Track 61 by Eve Karlin

Track 61 by Eve Karlin

Author:Eve Karlin
Language: eng
Format: epub
Publisher: Epicenter Press Inc.
Published: 2022-01-15T00:00:00+00:00


Chapter 10

Grete’s heart wasn’t in it.

“Look around and try to find bits of rubber, any kind!” she chanted with waning enthusiasm. Women plodded toward the subway in chunky heels and utility suits of jackets with wide shoulders and nipped waists that could be mixed and matched with skirts for myriad looks on the cheap. Businessmen with newspapers tucked under their arms hurried down the stairs. Most were fatherly types who wore their hats forward to hide receding hairlines. The younger men had more severe impairments: a pronounced limp, thick glasses, or a distracted tic. They fit the classification 4-F, Grete noted sadly. She was sympathetic to the shame of being marked unacceptable.

A gust of air blew trash up the stairs as a train screeched into the station.

Earlier that morning, when Grete and her partner Rose, another Salvage for Victory volunteer, set up their donation box on the northwest corner of Seventy-ninth Street in front of a church, the caretaker was hosing down the sidewalk and the awning provided ample shade. Hours later, the pavement had dried, sun was encroaching on their cover, and they had collected precious little. Rose had decorated the cardboard box with a drawing of a garden hose, easily mistaken for a snake, and a doughnut-like tire. She had inscribed the other sides with encouraging slogans: Throw Your Scrap in the Fight! Get in the Scrap!

Few had taken heed.

“Hurry up and bring them in, if you want to help us win!” Rose bellowed. Rose was short and curvy with a sassy voice that belied her size.

The previous Friday, Roosevelt had announced a two-week drive to collect scrap rubber lurking in discarded footwear, toys, and tires. Fala, his adored terrier, had contributed his favorite ball. Joe DiMaggio donated his baby’s rubber pants.

Happy to escape the stifling confines of the salvage depot, Grete had set out believing that any donations collected that day would contribute to dozens of airplanes. An hour later, she had revised her estimate down to a single airplane, then spare parts. Her optimism lasted another hour, after that, duty kicked in, followed by disappointment. The girls retreated to a thin band of shade. Grete peered into the box. She and Rose had managed to collect a clump of rubber bands, half a sink stopper, and a leaky hot water bottle.

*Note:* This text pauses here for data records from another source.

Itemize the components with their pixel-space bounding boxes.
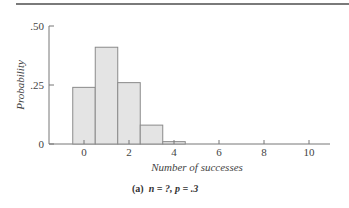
y-tick-label: 0 xyxy=(39,138,45,150)
bar-1 xyxy=(95,47,118,144)
y-ticks: 0.25.50 xyxy=(30,20,54,150)
bar-0 xyxy=(73,87,96,144)
bar-2 xyxy=(118,83,141,144)
y-tick-label: .50 xyxy=(30,20,44,32)
bar-3 xyxy=(140,125,163,144)
bars xyxy=(73,47,186,144)
caption-n: n = ?, xyxy=(149,183,173,194)
x-tick-label: 2 xyxy=(126,146,132,158)
caption-p: p = .3 xyxy=(175,183,198,194)
probability-histogram: 0.25.50 0246810 Number of successes Prob… xyxy=(0,0,349,208)
x-tick-label: 0 xyxy=(81,146,87,158)
y-tick-label: .25 xyxy=(30,79,44,91)
x-tick-label: 4 xyxy=(171,146,177,158)
x-tick-label: 8 xyxy=(261,146,267,158)
x-tick-label: 10 xyxy=(304,146,316,158)
x-tick-label: 6 xyxy=(216,146,222,158)
y-axis-title: Probability xyxy=(14,60,26,111)
caption-prefix: (a) xyxy=(132,183,144,194)
x-axis-title: Number of successes xyxy=(150,161,243,173)
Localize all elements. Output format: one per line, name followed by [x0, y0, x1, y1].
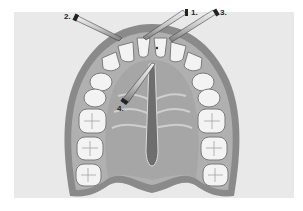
- label-1: 1.: [191, 8, 198, 17]
- label-3: 3.: [220, 8, 227, 17]
- label-4: 4.: [117, 104, 124, 113]
- dental-arch-illustration: 2. 1. 3. 4.: [0, 0, 303, 211]
- tooth-premolar-2-left: [198, 89, 220, 107]
- tooth-central-incisor-right: [137, 38, 150, 57]
- injection-point-incisive: [156, 47, 158, 49]
- tooth-premolar-1-left: [192, 73, 214, 91]
- tooth-premolar-1-right: [90, 73, 112, 91]
- label-2: 2.: [64, 12, 71, 21]
- tooth-premolar-2-right: [84, 89, 106, 107]
- dental-arch-figure: 2. 1. 3. 4.: [0, 0, 303, 211]
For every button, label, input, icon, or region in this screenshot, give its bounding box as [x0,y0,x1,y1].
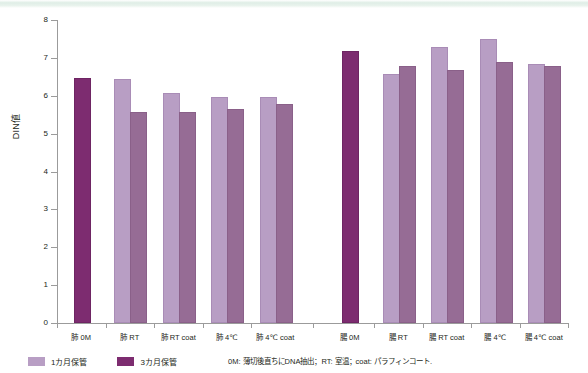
x-tick-mark [251,323,252,328]
bar-5-baseline [342,51,359,323]
x-tick-label: 肺 RT coat [154,331,203,342]
y-tick-label: 8 [28,15,48,24]
x-tick-label: 腸 RT coat [423,331,472,342]
legend-swatch-icon [117,357,134,366]
y-tick-label: 3 [28,204,48,213]
legend-item-1: 1カ月保管 [28,356,87,367]
bar-7-1month [431,47,448,323]
bar-8-1month [480,39,497,323]
legend-swatch-icon [28,357,45,366]
x-tick-label: 肺 RT [106,331,155,342]
x-tick-label: 腸 4℃ [471,331,520,342]
bar-3-3month [227,109,244,323]
x-tick-mark [374,323,375,328]
y-tick-label: 7 [28,53,48,62]
bar-1-3month [130,112,147,323]
chart-legend: 1カ月保管3カ月保管 [28,353,207,369]
y-tick-label: 1 [28,280,48,289]
legend-label: 3カ月保管 [140,356,176,367]
bar-8-3month [496,62,513,323]
bar-9-1month [528,64,545,323]
legend-label: 1カ月保管 [51,356,87,367]
bar-6-3month [399,66,416,323]
x-tick-mark [568,323,569,328]
bar-7-3month [447,70,464,323]
legend-item-2: 3カ月保管 [117,356,176,367]
x-tick-label: 腸 0M [326,331,375,342]
x-tick-mark [423,323,424,328]
y-axis-title: DIN値 [9,52,22,202]
y-tick-label: 4 [28,167,48,176]
y-tick-label: 6 [28,91,48,100]
x-tick-label: 腸 4℃ coat [520,331,569,342]
bar-6-1month [383,74,400,323]
bar-2-1month [163,93,180,323]
x-tick-label: 腸 RT [374,331,423,342]
x-tick-mark [106,323,107,328]
x-tick-mark [520,323,521,328]
x-tick-mark [471,323,472,328]
bar-4-3month [276,104,293,323]
bars-layer [57,20,568,323]
x-tick-mark [313,323,314,328]
din-value-bar-chart: DIN値 876543210 肺 0M肺 RT肺 RT coat肺 4℃肺 4℃… [0,0,588,373]
bar-2-3month [179,112,196,323]
x-tick-label: 肺 4℃ [203,331,252,342]
x-tick-mark [154,323,155,328]
y-tick-label: 2 [28,242,48,251]
x-tick-mark [203,323,204,328]
y-tick-label: 5 [28,129,48,138]
bar-0-baseline [74,78,91,323]
bar-3-1month [211,97,228,323]
x-tick-label: 肺 0M [57,331,106,342]
y-tick-label: 0 [28,318,48,327]
bar-9-3month [544,66,561,323]
bar-4-1month [260,97,277,323]
bar-1-1month [114,79,131,323]
x-tick-mark [57,323,58,328]
chart-footnote: 0M: 薄切後直ちにDNA抽出；RT: 室温；coat: パラフィンコート. [228,355,432,366]
x-tick-label: 肺 4℃ coat [251,331,300,342]
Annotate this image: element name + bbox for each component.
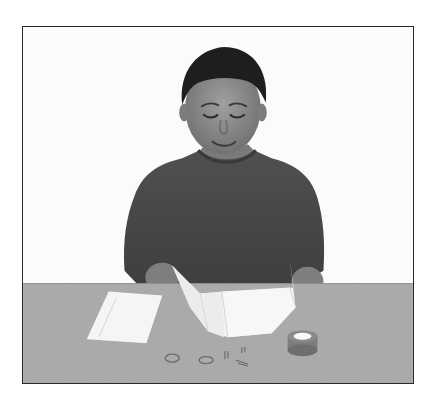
tape-roll: [288, 330, 318, 356]
photo-scene: [23, 27, 413, 383]
photo-frame: Child seated at a table opening a folded…: [22, 26, 414, 384]
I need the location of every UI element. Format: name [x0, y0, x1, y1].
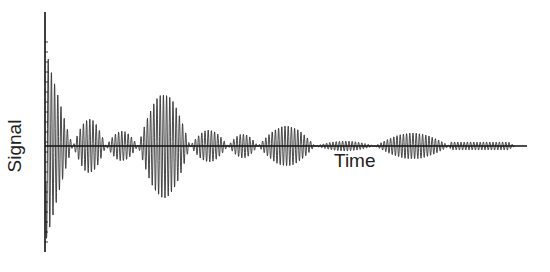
- signal-trace: [46, 59, 515, 238]
- y-axis-ticks: [45, 42, 48, 242]
- y-axis-label: Signal: [4, 106, 26, 186]
- signal-chart: [0, 0, 550, 272]
- x-axis-label: Time: [334, 150, 376, 172]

“Maybe we’d have better luck outside an apartment building,” Rose suggested, pointing across the street at the Apthorp, a fortress-like home to the rich and famous that straddled an entire city block.

Grete admired her perseverance. Rose had explained, while she and Grete set up, that she was from a shtetl on the Ukraine plain at the base of the Carpathian Mountains. She was also Jewish. Grete suspected they had been paired together for that reason. They had little else in common. Rose’s father had served in the Czech army in a horse artillery regiment. Her mother had been raised in a village without running water or electricity and had never attended school, though since their arrival in America she had taught herself to read and write in English, Rose added with pride.